Created with Wieden+Kennedy , the film ends with the graphic, “Lilly. A Medicine Company,” which has become the de facto signoff in Lilly’s ongoing brand image campaign.
Polimeni says Lilly will soon reveal where “Hands” will run next and also “how we are increasing access to screenings, specifically mammograms.”
“This campaign,” she states, “is a continued effort to show who we are -- a medicine company that puts health above all -- since many people may not know us beyond our individual medicines.”
Those individual medicines for cancer include breast cancer treatment Verzenio.
In addition to the TV spot, “Hands” has been cut down into :30 and :15 versions for use on Facebook, Instagram and LinkedIn.
Lilly, Polimeni stresses, is “encouraging women that using their own hands to determine abnormalities in their breasts…can put them in control of detecting the disease early.”
‘Screening Time Off’
One screening success story comes from actress Jenna Fischer. She got a mammogram, found out she had breast cancer, and as a result is now cancer-free.
Fischer stars in a :60 film for Publicis Groupe’s new “Screening Time Off” campaign, which urges companies to encourage employees to take time off for that purpose.

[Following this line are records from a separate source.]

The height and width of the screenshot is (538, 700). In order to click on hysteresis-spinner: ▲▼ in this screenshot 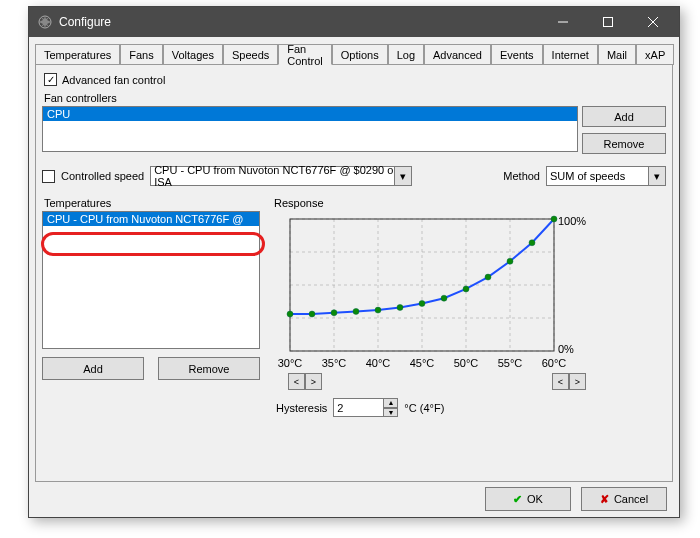, I will do `click(390, 408)`.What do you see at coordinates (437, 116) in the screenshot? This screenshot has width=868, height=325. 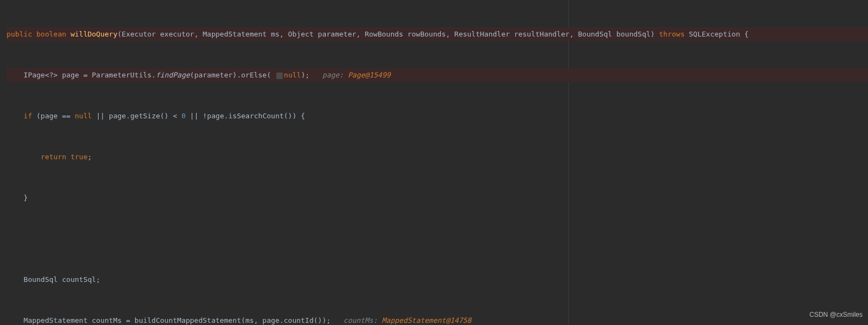 I see `code-line: if (page == null || page.getSize() < 0 |…` at bounding box center [437, 116].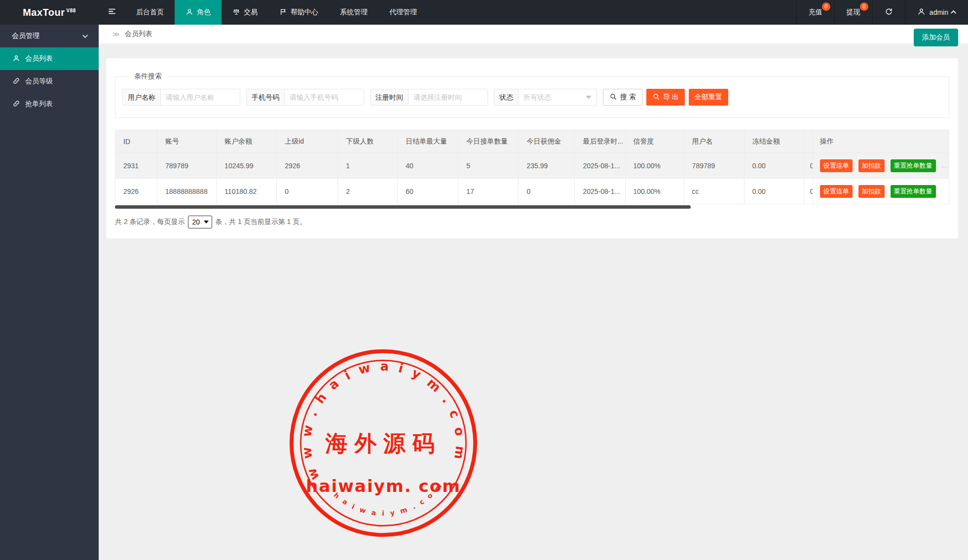  Describe the element at coordinates (429, 97) in the screenshot. I see `filter-register-time: 注册时间` at that location.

“Take it from Pam and her pam-pams,” she says in the spot, referencing a crude joke regarding the character she played for nine seasons on “The Office.” “Get ‘em checked, ladies.”
“Screening Time Off” -- backed by such pharma firms as Merck, Pfizer and Sanofi, as well as L’Oreal and Nestle – is being supported by $20 million in donated media as well as a Times Square “takeover” today, Publicis says.
‘Saved By The Scan’
“By inspiring people to talk with their doctor about lung cancer screenings, we can offer hope for early detection, effective treatment and ultimately save lives,” notes Heidi Arthur, the Ad Council’s chief campaign development officer.
Today, the Ad Council and the American Lung Association (ALA) launched new PSAs for “Saved By The Scan,” their eight-year-old campaign encouraging smokers and former smokers to get lung cancer screenings.
“If your lungs could talk, what would they say?" ask the new ads from Hill Holliday that come in TV, print, radio, out-of-home, digital banner and social media iterations.
In one :30 spot, a former smoker is climbing a long flight of stairs when she’s interrupted by her unimpressed lungs appearing in personified form. “We are proud of you for quitting smoking,” the lungs say, “but you still may be at risk for lung cancer.”
Since 2021, discussions about scanning between those eligible for screenings and their doctors have increased from 27% to 43%, while the number of those who spoke to their doctors and then got scanned rose from 21% to 35%.
This in turn has “played a critical role in a 44% increase in the lung cancer survival rate over the past decade”, per a statement from American Lung Association President-CEO Harold Wimmer.
Still, according to the ALA, lung cancer remains the leading cause of cancer deaths in the U.S., with only 16% of people at high risk getting screened.